I don't remember it this way at all. Git always had the halo of the tool kernel devs use, written by Linus himself. There was no escaping this.
Mercurial slowness was never a problem for me, and these were the times before SSD! It probably was slower but I used it on some pretty large codebases (NetBeans) and it was fine.
BitBucket was much better for me than GitHub because it offered free private repositories with 5 users, which just happens to be enough for a small team/company/startup.
Sun Microsystems picked Mercurial for OpenJDK/NetBeans/etc, Mozilla was on Mercurial.
I'm still puzzled how Git won because in my bubble it was a tool with much worse commands and 'metaphors' compared to Mercurial.
I think it's a big loss for the industry that we are all (me included) on git.
Mercurial slowness was never a problem for me, and these were the times before SSD! It probably was slower but I used it on some pretty large codebases (NetBeans) and it was fine.
BitBucket was much better for me than GitHub because it offered free private repositories with 5 users, which just happens to be enough for a small team/company/startup.
Sun Microsystems picked Mercurial for OpenJDK/NetBeans/etc, Mozilla was on Mercurial.
I'm still puzzled how Git won because in my bubble it was a tool with much worse commands and 'metaphors' compared to Mercurial.
I think it's a big loss for the industry that we are all (me included) on git.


Problem to solve:
Write out all of the records exactly once more and skip the images.
________________________
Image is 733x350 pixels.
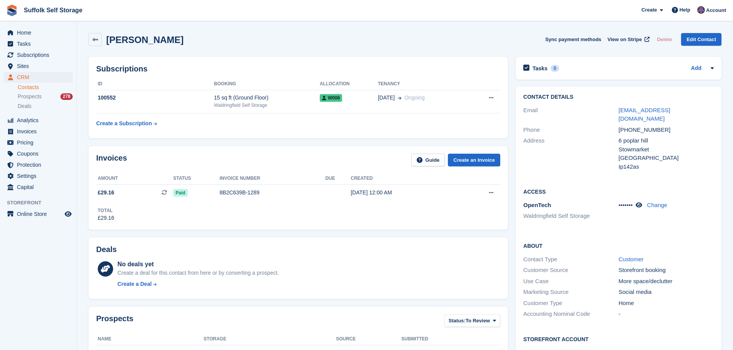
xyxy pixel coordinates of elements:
th: Created [350,173,458,185]
div: Home [618,299,713,308]
a: Add [691,64,701,73]
span: Help [679,6,690,14]
button: Delete [653,33,674,46]
div: Total [98,207,114,214]
span: Pricing [17,137,63,148]
a: menu [4,126,73,137]
span: £29.16 [98,189,114,197]
button: Status: To Review [444,315,500,327]
div: More space/declutter [618,277,713,286]
a: Preview store [63,210,73,219]
div: Create a Subscription [96,120,152,128]
div: Social media [618,288,713,297]
span: Paid [173,189,187,197]
span: To Review [465,317,490,325]
th: Booking [214,78,320,90]
div: Phone [523,126,618,135]
span: Tasks [17,38,63,49]
h2: [PERSON_NAME] [106,35,183,45]
div: [GEOGRAPHIC_DATA] [618,154,713,163]
th: Allocation [320,78,378,90]
a: menu [4,27,73,38]
h2: About [523,242,713,250]
span: Ongoing [404,95,425,101]
li: Waldringfield Self Storage [523,212,618,221]
span: Account [706,7,726,14]
div: 6 poplar hill [618,137,713,145]
a: menu [4,182,73,193]
div: Customer Type [523,299,618,308]
img: Emma [697,6,704,14]
span: View on Stripe [607,36,641,43]
th: Source [336,333,401,346]
div: Accounting Nominal Code [523,310,618,319]
div: Marketing Source [523,288,618,297]
a: Create a Subscription [96,117,157,131]
span: Create [641,6,656,14]
a: menu [4,61,73,72]
span: Sites [17,61,63,72]
a: menu [4,148,73,159]
h2: Invoices [96,154,127,166]
h2: Deals [96,245,117,254]
span: Protection [17,160,63,170]
a: Deals [18,102,73,110]
th: ID [96,78,214,90]
a: menu [4,38,73,49]
img: stora-icon-8386f47178a22dfd0bd8f6a31ec36ba5ce8667c1dd55bd0f319d3a0aa187defe.svg [6,5,18,16]
span: ••••••• [618,202,633,208]
span: Prospects [18,93,42,100]
span: Deals [18,103,32,110]
span: Status: [448,317,465,325]
div: Contact Type [523,255,618,264]
th: Storage [203,333,336,346]
th: Name [96,333,203,346]
a: Prospects 278 [18,93,73,101]
a: menu [4,137,73,148]
div: Use Case [523,277,618,286]
div: 15 sq ft (Ground Floor) [214,94,320,102]
span: OpenTech [523,202,551,208]
span: Storefront [7,199,77,207]
button: Sync payment methods [545,33,601,46]
div: Create a deal for this contact from here or by converting a prospect. [117,269,278,277]
a: menu [4,50,73,60]
div: No deals yet [117,260,278,269]
div: Ip142as [618,163,713,171]
span: Settings [17,171,63,181]
a: [EMAIL_ADDRESS][DOMAIN_NAME] [618,107,670,122]
th: Invoice number [220,173,325,185]
th: Tenancy [378,78,469,90]
span: Home [17,27,63,38]
div: Create a Deal [117,280,152,288]
a: Guide [411,154,445,166]
span: Capital [17,182,63,193]
th: Status [173,173,219,185]
div: Address [523,137,618,171]
th: Amount [96,173,173,185]
h2: Tasks [532,65,547,72]
div: 8B2C639B-1289 [220,189,325,197]
h2: Contact Details [523,94,713,100]
span: W006 [320,94,342,102]
th: Due [325,173,350,185]
div: [PHONE_NUMBER] [618,126,713,135]
div: Email [523,106,618,123]
a: Suffolk Self Storage [21,4,85,17]
a: menu [4,115,73,126]
span: Subscriptions [17,50,63,60]
div: Customer Source [523,266,618,275]
h2: Prospects [96,315,133,329]
div: 100552 [96,94,214,102]
span: CRM [17,72,63,83]
a: Create an Invoice [448,154,500,166]
div: Waldringfield Self Storage [214,102,320,109]
a: Customer [618,256,643,263]
div: 278 [60,93,73,100]
div: 0 [550,65,559,72]
span: Online Store [17,209,63,220]
a: Contacts [18,84,73,91]
a: Change [647,202,667,208]
div: Storefront booking [618,266,713,275]
a: menu [4,209,73,220]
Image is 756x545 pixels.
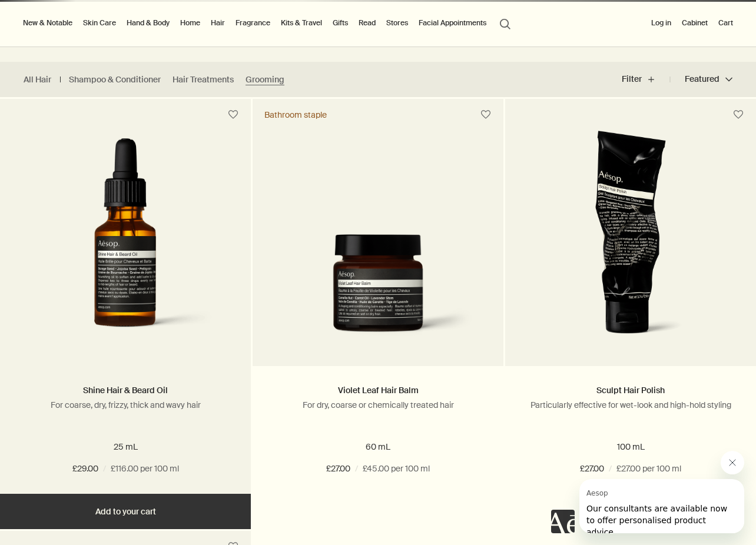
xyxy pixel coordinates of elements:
a: Shine Hair & Beard Oil [83,385,168,396]
a: Read [356,16,378,30]
img: Violet Leaf Hair Balm in amber glass jar [270,234,486,348]
p: Particularly effective for wet-look and high-hold styling [523,400,738,410]
span: / [103,463,106,476]
a: Hair [209,16,227,30]
a: Gifts [330,16,350,30]
button: Save to cabinet [223,104,244,126]
a: Home [178,16,202,30]
a: All Hair [23,74,51,86]
div: Bathroom staple [264,110,327,120]
img: Sculpt Hair Polish in black tube [538,131,722,348]
a: Sculpt Hair Polish [596,385,665,396]
a: Shampoo & Conditioner [69,74,160,86]
a: Skin Care [81,16,119,30]
a: Hand & Body [124,16,172,30]
button: Stores [384,16,410,30]
button: Log in [649,16,674,30]
span: / [355,463,358,476]
iframe: Close message from Aesop [720,451,744,475]
a: Violet Leaf Hair Balm in amber glass jar [252,131,504,366]
p: For coarse, dry, frizzy, thick and wavy hair [18,400,233,410]
iframe: Message from Aesop [579,480,744,534]
button: Open search [495,12,516,34]
span: £27.00 [326,463,350,476]
a: Kits & Travel [278,16,324,30]
button: Featured [670,65,733,94]
img: Shine Hair & Beard Oil 25mL with pipette [18,138,233,348]
a: Violet Leaf Hair Balm [338,385,419,396]
span: £116.00 per 100 ml [110,463,179,476]
div: Aesop says "Our consultants are available now to offer personalised product advice.". Open messag... [551,451,744,534]
a: Cabinet [679,16,710,30]
p: For dry, coarse or chemically treated hair [270,400,486,410]
a: Hair Treatments [173,74,233,86]
span: Our consultants are available now to offer personalised product advice. [7,25,148,58]
button: Filter [622,65,670,94]
a: Grooming [245,74,284,86]
button: New & Notable [20,16,75,30]
button: Save to cabinet [475,104,496,126]
button: Cart [716,16,735,30]
a: Sculpt Hair Polish in black tube [505,131,756,366]
span: £29.00 [72,463,98,476]
span: £45.00 per 100 ml [363,463,430,476]
a: Facial Appointments [416,16,488,30]
button: Save to cabinet [727,104,749,126]
iframe: no content [551,510,575,534]
a: Fragrance [233,16,273,30]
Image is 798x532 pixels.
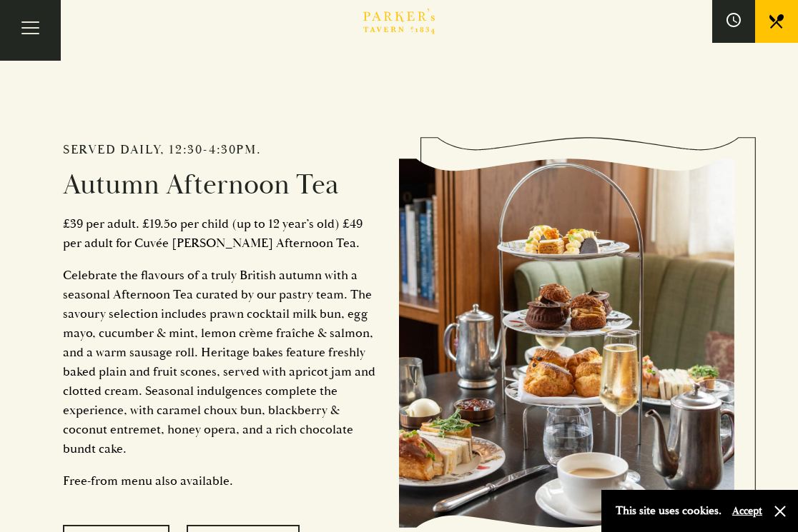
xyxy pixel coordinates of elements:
[616,500,722,522] p: This site uses cookies.
[732,504,762,518] button: Accept
[63,214,377,253] p: £39 per adult. £19.5o per child (up to 12 year’s old) £49 per adult for Cuvée [PERSON_NAME] After...
[63,169,377,201] h2: Autumn Afternoon Tea
[773,504,787,519] button: Close and accept
[63,142,377,158] h2: Served daily, 12:30-4:30pm.
[63,266,377,459] p: Celebrate the flavours of a truly British autumn with a seasonal Afternoon Tea curated by our pas...
[63,472,377,491] p: Free-from menu also available.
________________________
Result of this exercise:
Image is 733x350 pixels.
xyxy pixel coordinates of elements:
th: Created [350,173,458,185]
div: Home [618,299,713,308]
a: Add [691,64,701,73]
span: Help [679,6,690,14]
button: Delete [653,33,674,46]
div: Total [98,207,114,214]
span: Pricing [17,137,63,148]
a: menu [4,126,73,137]
span: £29.16 [98,189,114,197]
button: Status: To Review [444,315,500,327]
div: More space/declutter [618,277,713,286]
a: Preview store [63,210,73,219]
div: Create a Subscription [96,120,152,128]
div: Social media [618,288,713,297]
span: Paid [173,189,187,197]
span: To Review [465,317,490,325]
th: Booking [214,78,320,90]
div: Phone [523,126,618,135]
span: Tasks [17,38,63,49]
h2: [PERSON_NAME] [106,35,183,45]
div: [GEOGRAPHIC_DATA] [618,154,713,163]
th: Allocation [320,78,378,90]
a: menu [4,27,73,38]
h2: About [523,242,713,250]
span: Ongoing [404,95,425,101]
li: Waldringfield Self Storage [523,212,618,221]
span: Account [706,7,726,14]
div: 6 poplar hill [618,137,713,145]
a: menu [4,182,73,193]
div: Customer Type [523,299,618,308]
img: Emma [697,6,704,14]
span: View on Stripe [607,36,641,43]
th: Source [336,333,401,346]
div: Accounting Nominal Code [523,310,618,319]
div: Marketing Source [523,288,618,297]
a: Create a Subscription [96,117,157,131]
span: Create [641,6,656,14]
a: menu [4,61,73,72]
span: Sites [17,61,63,72]
a: menu [4,148,73,159]
h2: Invoices [96,154,127,166]
h2: Deals [96,245,117,254]
span: Protection [17,160,63,170]
a: Deals [18,102,73,110]
th: ID [96,78,214,90]
a: menu [4,38,73,49]
img: stora-icon-8386f47178a22dfd0bd8f6a31ec36ba5ce8667c1dd55bd0f319d3a0aa187defe.svg [6,5,18,16]
span: ••••••• [618,202,633,208]
span: Prospects [18,93,42,100]
span: Deals [18,103,32,110]
span: Status: [448,317,465,325]
div: Contact Type [523,255,618,264]
th: Storage [203,333,336,346]
th: Name [96,333,203,346]
a: Prospects 278 [18,93,73,101]
a: menu [4,137,73,148]
div: Use Case [523,277,618,286]
div: 15 sq ft (Ground Floor) [214,94,320,102]
span: OpenTech [523,202,551,208]
span: Storefront [7,199,77,207]
button: Sync payment methods [545,33,601,46]
div: Create a deal for this contact from here or by converting a prospect. [117,269,278,277]
a: menu [4,50,73,60]
div: No deals yet [117,260,278,269]
div: Ip142as [618,163,713,171]
span: Settings [17,171,63,181]
a: [EMAIL_ADDRESS][DOMAIN_NAME] [618,107,670,122]
th: Invoice number [220,173,325,185]
th: Tenancy [378,78,469,90]
span: Home [17,27,63,38]
div: Create a Deal [117,280,152,288]
a: Guide [411,154,445,166]
span: Capital [17,182,63,193]
th: Status [173,173,219,185]
div: Address [523,137,618,171]
th: Amount [96,173,173,185]
h2: Tasks [532,65,547,72]
div: 8B2C639B-1289 [220,189,325,197]
h2: Contact Details [523,94,713,100]
span: W006 [320,94,342,102]
th: Due [325,173,350,185]
div: [PHONE_NUMBER] [618,126,713,135]
div: Email [523,106,618,123]
a: Suffolk Self Storage [21,4,85,17]
a: menu [4,115,73,126]
span: Subscriptions [17,50,63,60]
div: Customer Source [523,266,618,275]
h2: Prospects [96,315,133,329]
div: 100552 [96,94,214,102]
span: CRM [17,72,63,83]
a: Create an Invoice [448,154,500,166]
div: Waldringfield Self Storage [214,102,320,109]
a: Customer [618,256,643,263]
div: 278 [60,93,73,100]
div: 0 [550,65,559,72]
span: Online Store [17,209,63,220]
a: Contacts [18,84,73,91]
a: Change [647,202,667,208]
div: Storefront booking [618,266,713,275]
a: menu [4,209,73,220]
Image is 756x545 pixels.
xyxy pixel coordinates of elements:
a: Shine Hair & Beard Oil [83,385,168,396]
a: Read [356,16,378,30]
img: Violet Leaf Hair Balm in amber glass jar [270,234,486,348]
p: Particularly effective for wet-look and high-hold styling [523,400,738,410]
span: / [103,463,106,476]
a: Hair [209,16,227,30]
a: Gifts [330,16,350,30]
button: Save to cabinet [223,104,244,126]
a: Home [178,16,202,30]
a: All Hair [23,74,51,86]
div: Bathroom staple [264,110,327,120]
img: Sculpt Hair Polish in black tube [538,131,722,348]
a: Sculpt Hair Polish [596,385,665,396]
a: Shampoo & Conditioner [69,74,160,86]
a: Skin Care [81,16,119,30]
a: Hand & Body [124,16,172,30]
button: Stores [384,16,410,30]
button: Log in [649,16,674,30]
span: / [355,463,358,476]
iframe: Close message from Aesop [720,451,744,475]
a: Violet Leaf Hair Balm in amber glass jar [252,131,504,366]
p: For coarse, dry, frizzy, thick and wavy hair [18,400,233,410]
iframe: Message from Aesop [579,480,744,534]
button: Open search [495,12,516,34]
span: £27.00 [326,463,350,476]
a: Kits & Travel [278,16,324,30]
button: Featured [670,65,733,94]
img: Shine Hair & Beard Oil 25mL with pipette [18,138,233,348]
a: Violet Leaf Hair Balm [338,385,419,396]
span: £116.00 per 100 ml [110,463,179,476]
div: Aesop says "Our consultants are available now to offer personalised product advice.". Open messag... [551,451,744,534]
a: Cabinet [679,16,710,30]
p: For dry, coarse or chemically treated hair [270,400,486,410]
a: Hair Treatments [173,74,233,86]
span: Our consultants are available now to offer personalised product advice. [7,25,148,58]
button: Filter [622,65,670,94]
a: Grooming [245,74,284,86]
button: New & Notable [20,16,75,30]
button: Save to cabinet [475,104,496,126]
button: Cart [716,16,735,30]
a: Sculpt Hair Polish in black tube [505,131,756,366]
span: £29.00 [72,463,98,476]
span: £45.00 per 100 ml [363,463,430,476]
a: Facial Appointments [416,16,488,30]
button: Save to cabinet [727,104,749,126]
iframe: no content [551,510,575,534]
a: Fragrance [233,16,273,30]
Image is 798x532 pixels.
xyxy pixel coordinates of elements:
[616,500,722,522] p: This site uses cookies.
[732,504,762,518] button: Accept
[63,214,377,253] p: £39 per adult. £19.5o per child (up to 12 year’s old) £49 per adult for Cuvée [PERSON_NAME] After...
[63,169,377,201] h2: Autumn Afternoon Tea
[773,504,787,519] button: Close and accept
[63,142,377,158] h2: Served daily, 12:30-4:30pm.
[63,266,377,459] p: Celebrate the flavours of a truly British autumn with a seasonal Afternoon Tea curated by our pas...
[63,472,377,491] p: Free-from menu also available.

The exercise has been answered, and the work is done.